Figure 3 – ‘Take This Job and Shove It’ as Voluntary Quit Rates Reach Multi-Decade Highs

Assuming a rational response from employers that relies more on ‘carrot’ rather than ‘stick’ (see Hutchinson’s comments earlier), the labor shortage should eventually ease as the cost of labor meets the ‘normalized’ demand from employers.  Whether this will translate in more permanent (not transitory) higher wage pressures (Figure 4) depends on future productivity (Figure 5), which has recovered quite nicely although this could be a result of short-term base effects rather than a sustained rise.

Figure 4 – Will Higher Quits Translate Into Higher Wage Pressures?

Figure 5 – Higher Wage Pressures Can Be Non-Inflationary If Offset by Higher Productivity

Source: Bloomberg

Classic business management theory covers the capital/labor mix and ways to optimize the use of both as well as trade-offs between one versus the other.  In the post-COVID business environment, faced with a labor shortage, company management may be tempted to further increase capital usage relative to labor, but we may have already reached that limit as indicated by the hires-to-openings ratio.

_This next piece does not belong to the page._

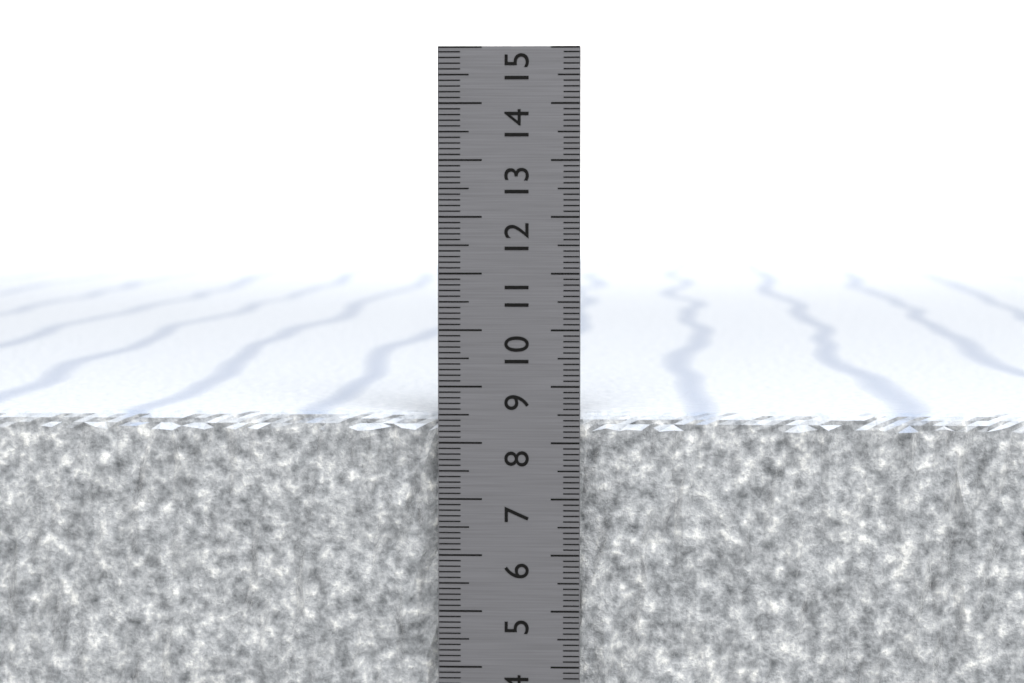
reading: 8.5 cm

Since the 1970s, as capital’s share has grown in relation to labor, equity shareholders have tended to care more about return-on-invested capital as a key indicator of company management’s effectiveness.  The 1980s Corporate Raider (think Gordon Gecko from Oliver Stone’s Wall Street) would target ‘bloated’ inefficiently run companies through leveraged buyouts with promises to shareholders that the ‘bloat’ would be removed.  Putting aside the leveraged buyout, companies would be rewarded over time with higher equity valuations if they generated higher returns-on-invested capital and vice versa to the point that industries unable to generate returns higher than their cost of capital would experience investor outflows (think capital intensive industries such as energy exploration and mining, whose recent newfound capital discipline has resulted in our current commodities supply deficit).

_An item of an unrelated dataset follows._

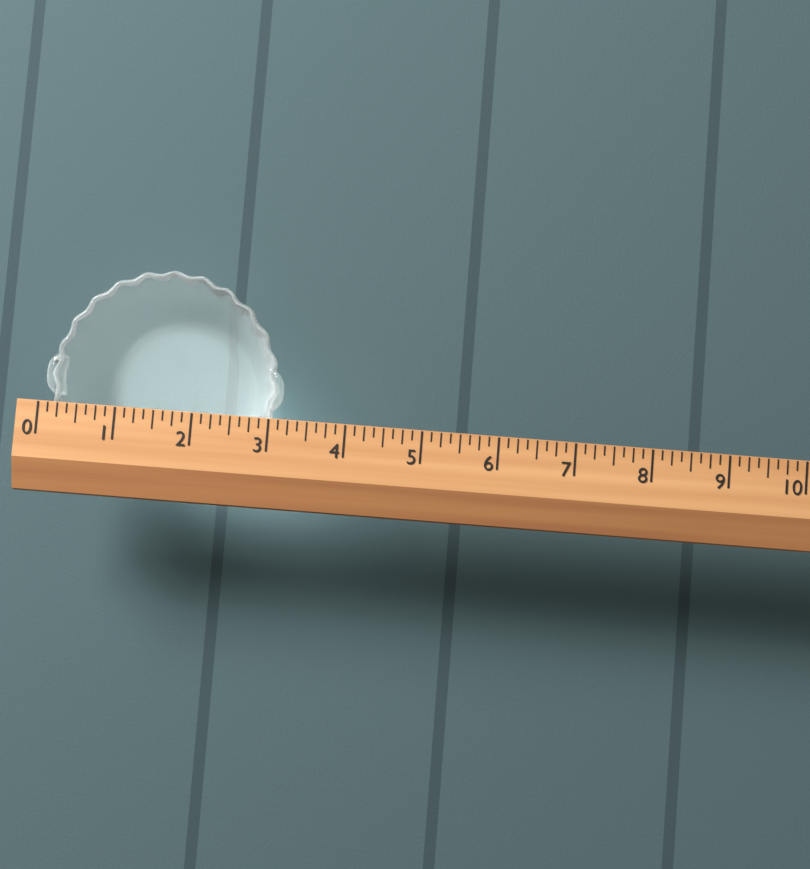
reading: 3.125 (no unit)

However, the COVID-19 pandemic and the technological capabilities that have enabled widespread adoption of ‘work-from-home’ for many industries across multiple labor categories will force company executives to compete not only on investment capital deployed but on labor employed.  Human resources may well represent the new hot growth area in business management.  Return on labor may become just as important as return on capital with respect to company valuations as long as productivity maintains its upward trend.